=== Work instructions ===
Every record should be copied exactly, except that pictures are to be omitted.

=== Excerpted data ===
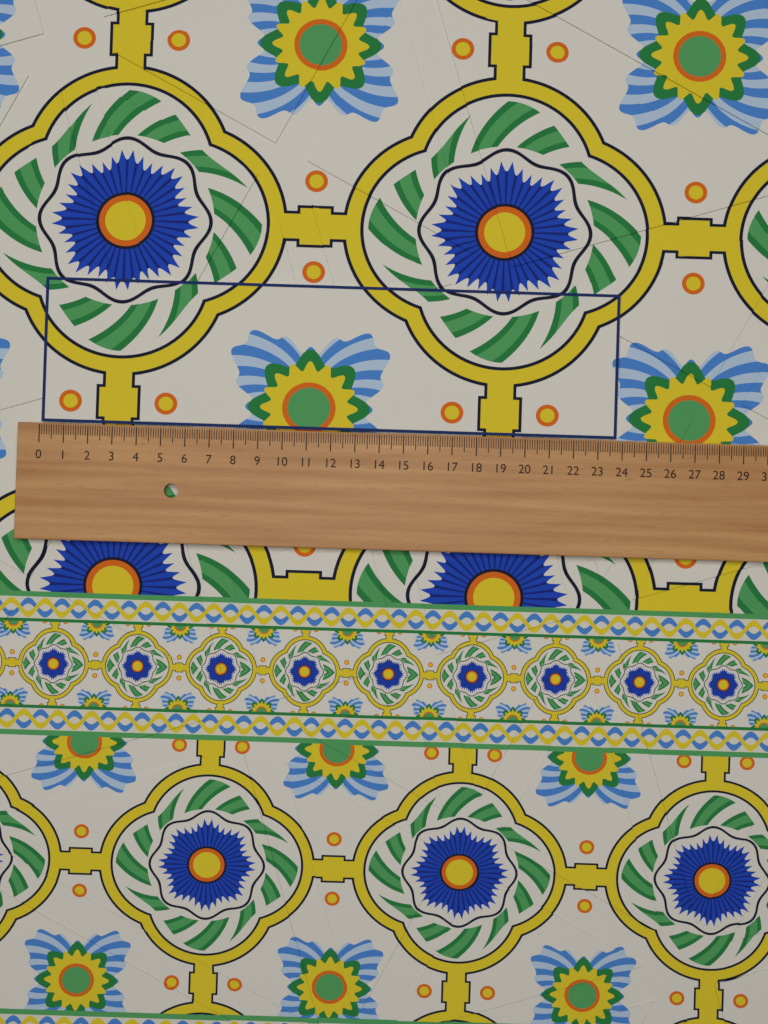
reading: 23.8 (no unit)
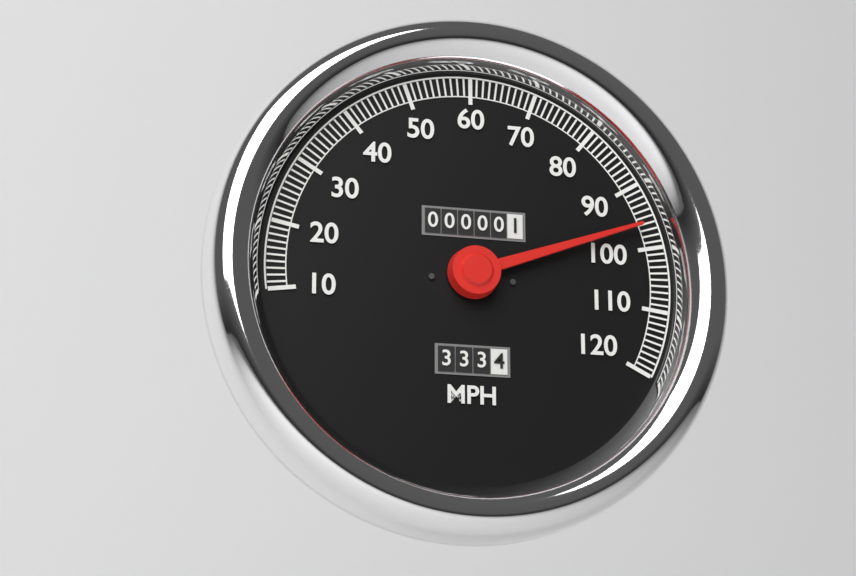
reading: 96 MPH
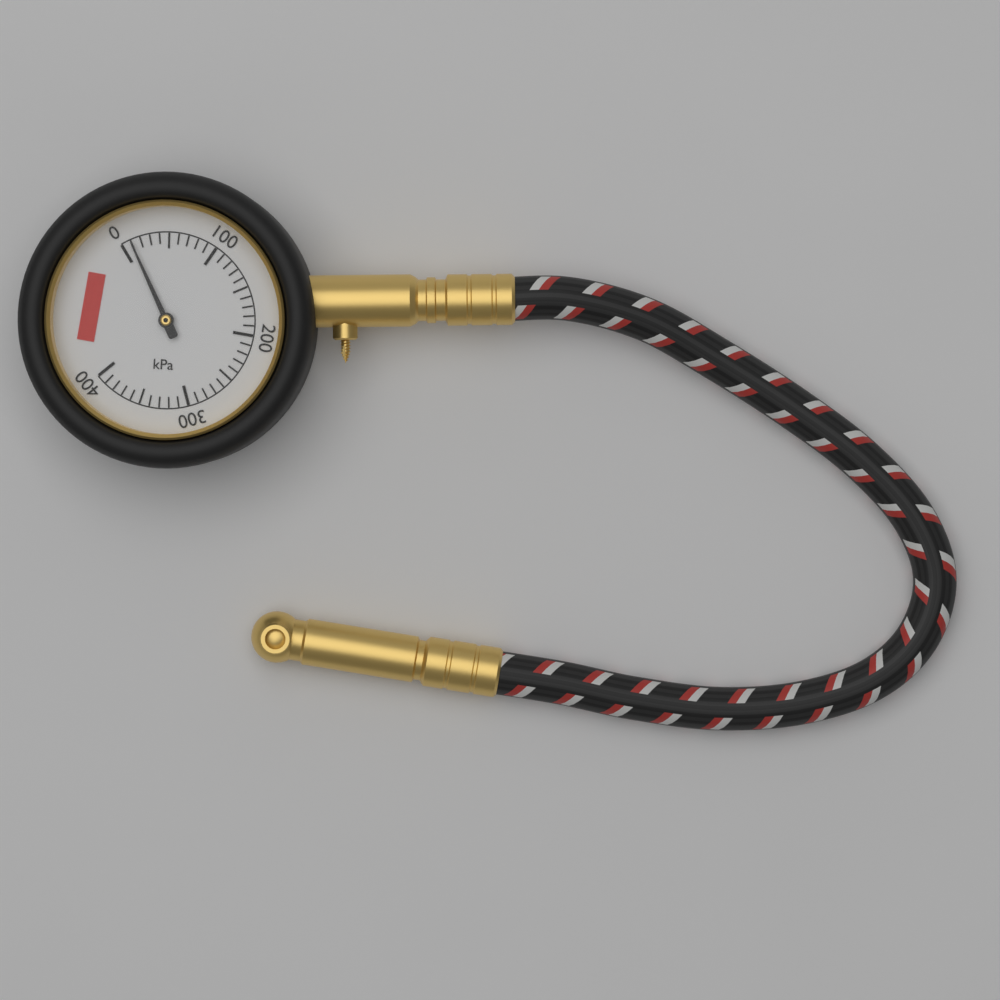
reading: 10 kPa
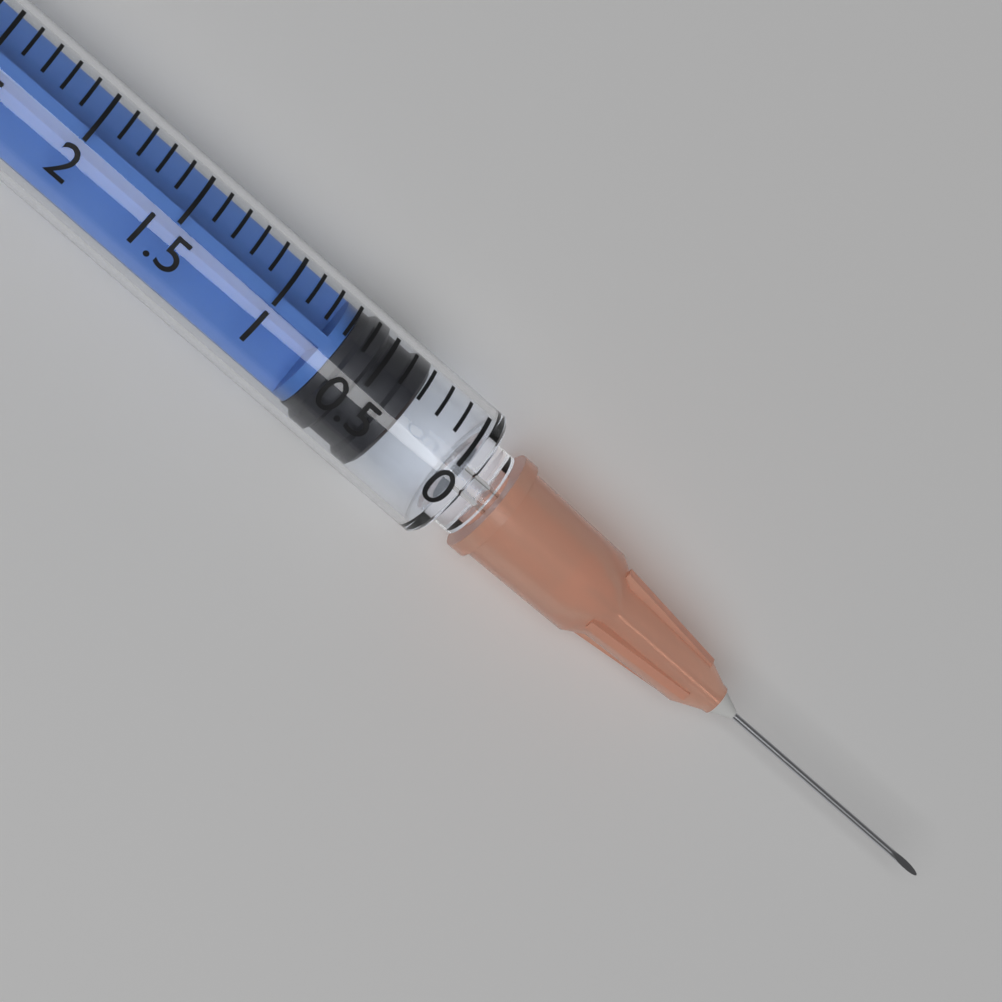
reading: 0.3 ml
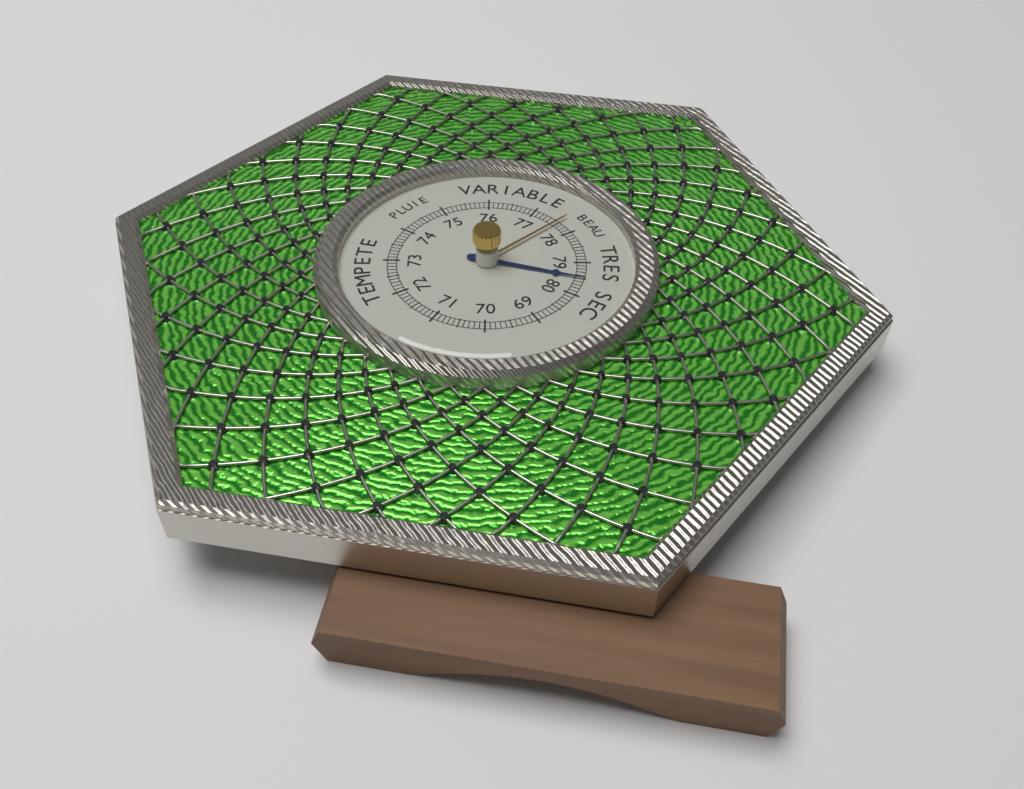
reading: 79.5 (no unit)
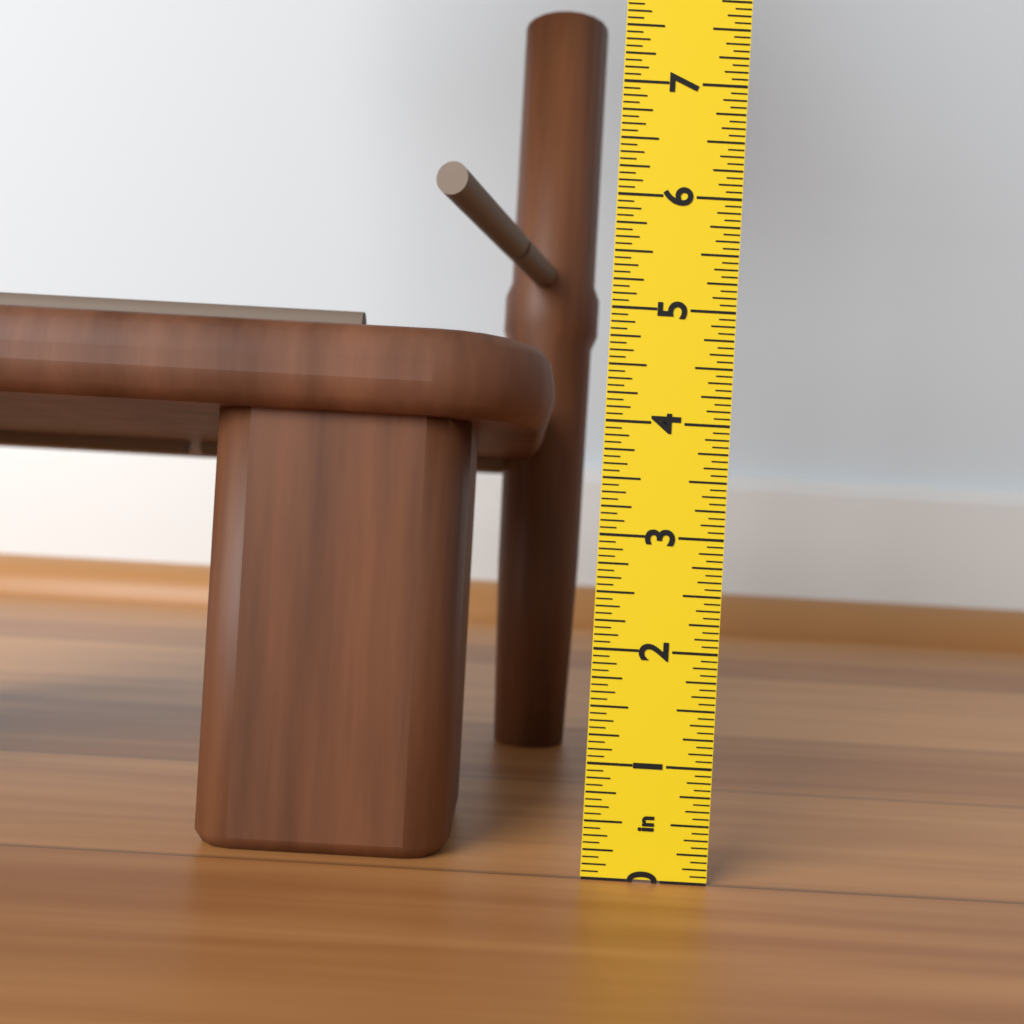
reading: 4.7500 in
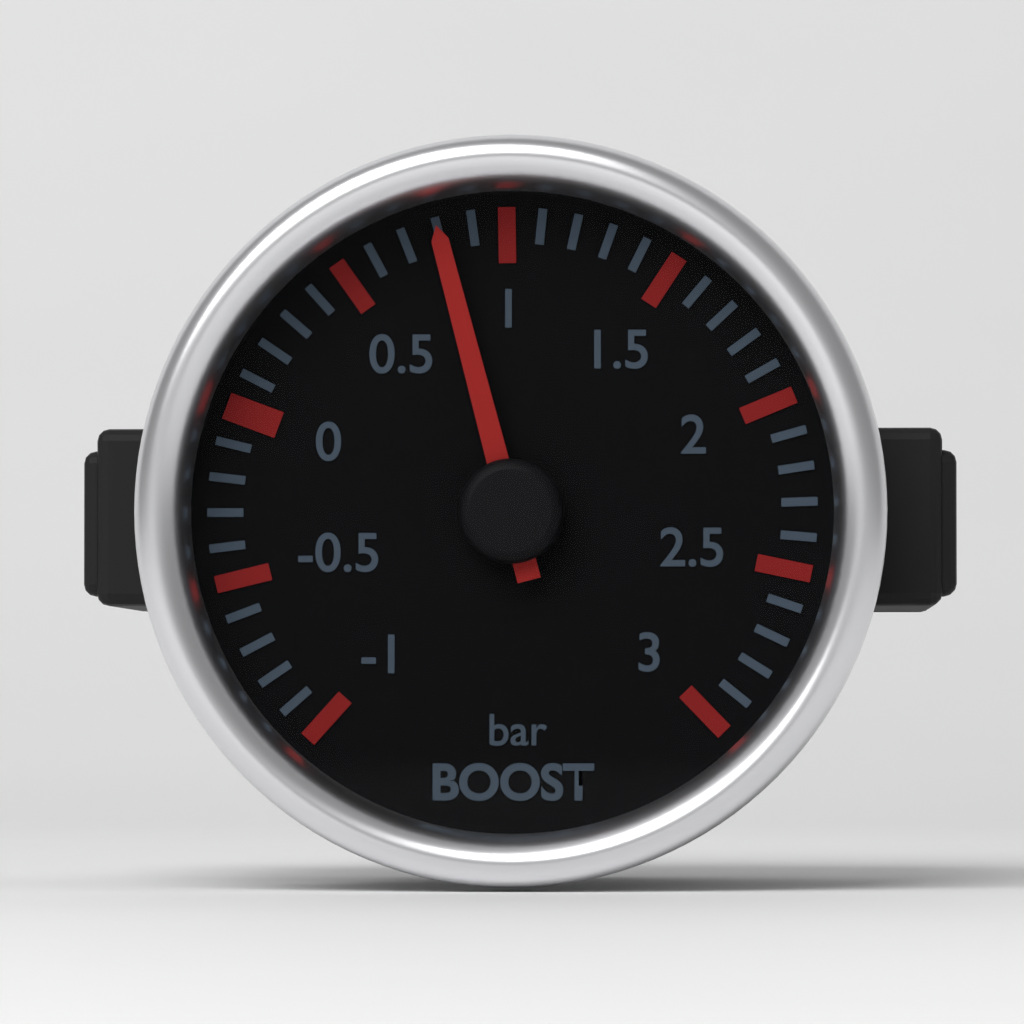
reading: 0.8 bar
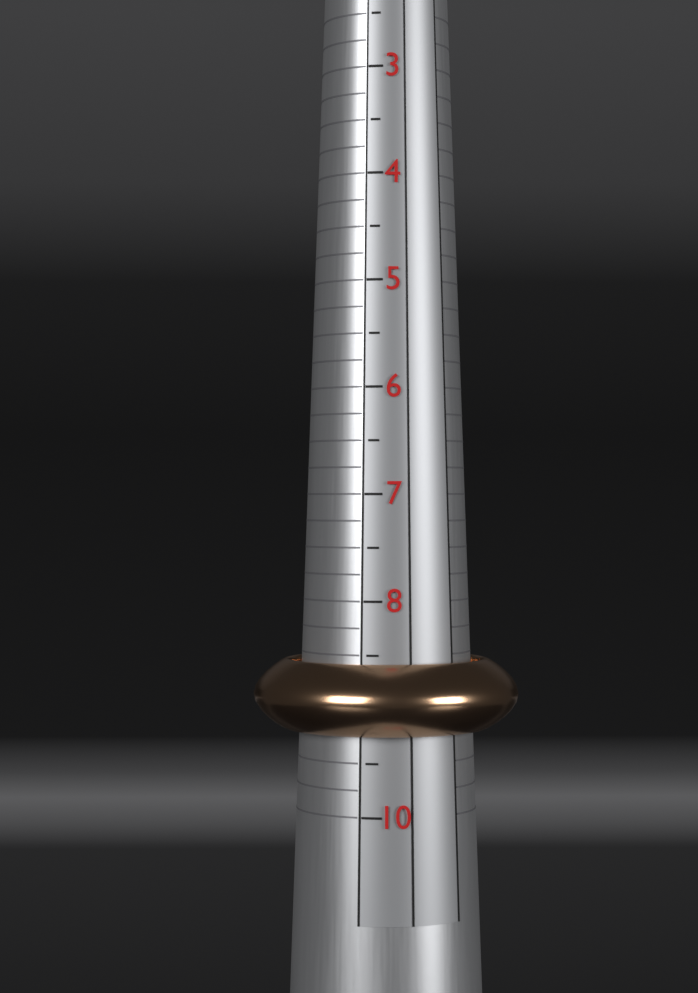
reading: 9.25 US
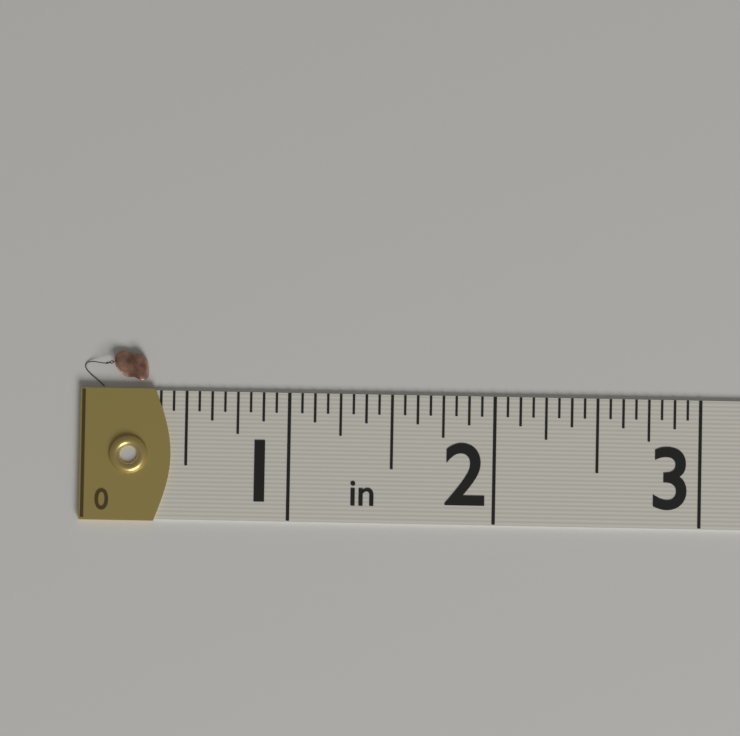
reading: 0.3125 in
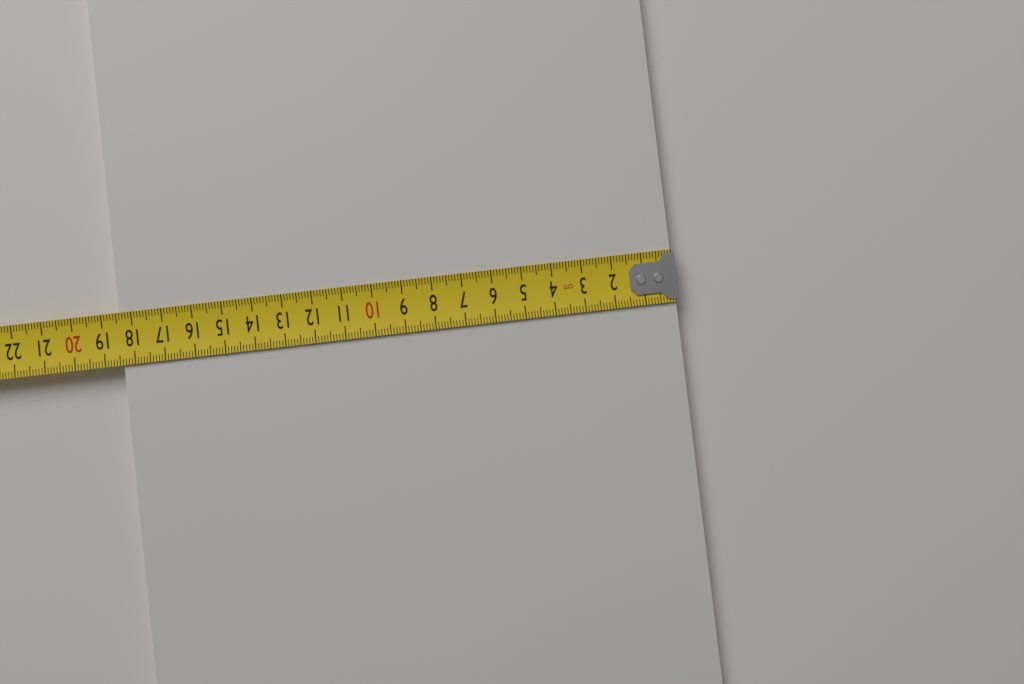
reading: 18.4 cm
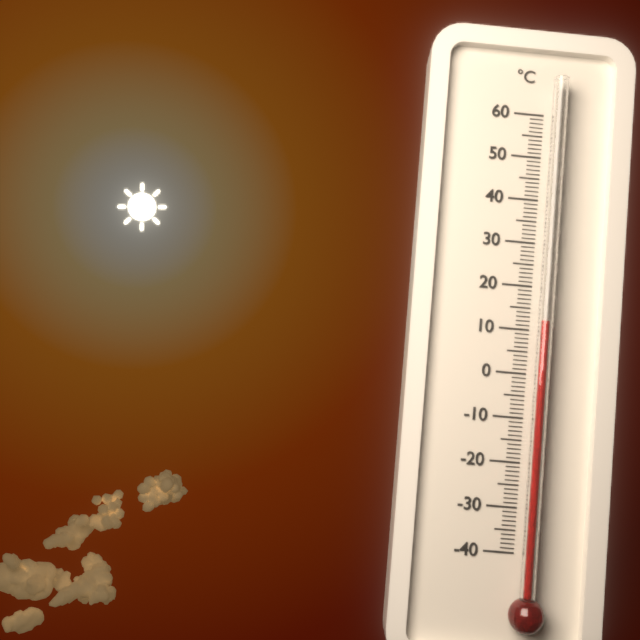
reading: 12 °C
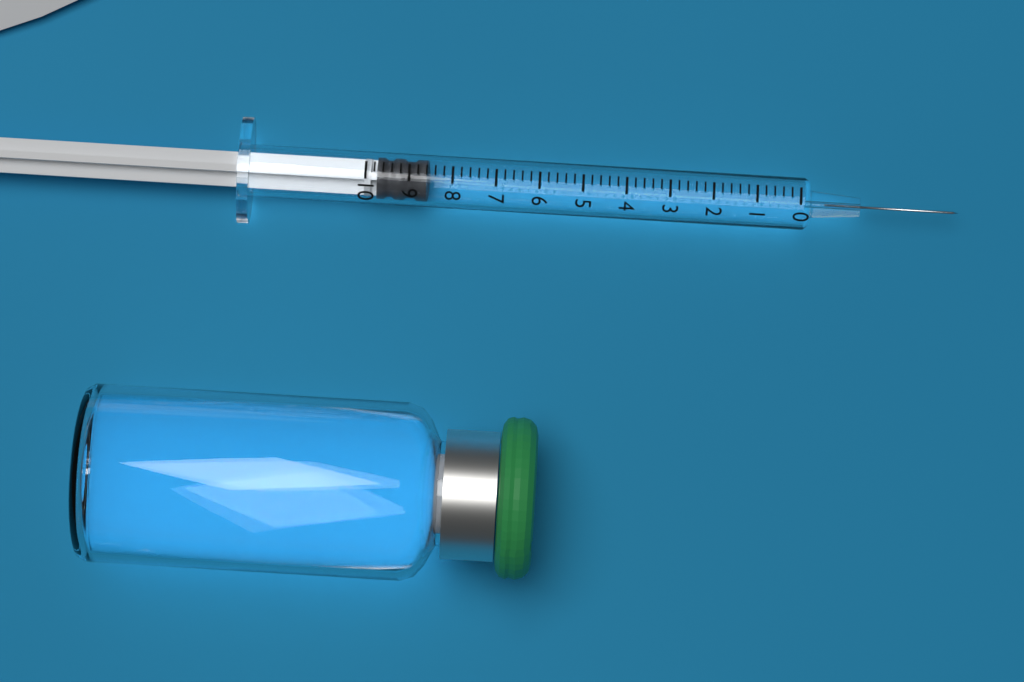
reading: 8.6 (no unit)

=== Answer to this task ===
reading: 23.8 (no unit)
reading: 96 MPH
reading: 10 kPa
reading: 0.3 ml
reading: 79.5 (no unit)
reading: 4.7500 in
reading: 0.8 bar
reading: 9.25 US
reading: 0.3125 in
reading: 18.4 cm
reading: 12 °C
reading: 8.6 (no unit)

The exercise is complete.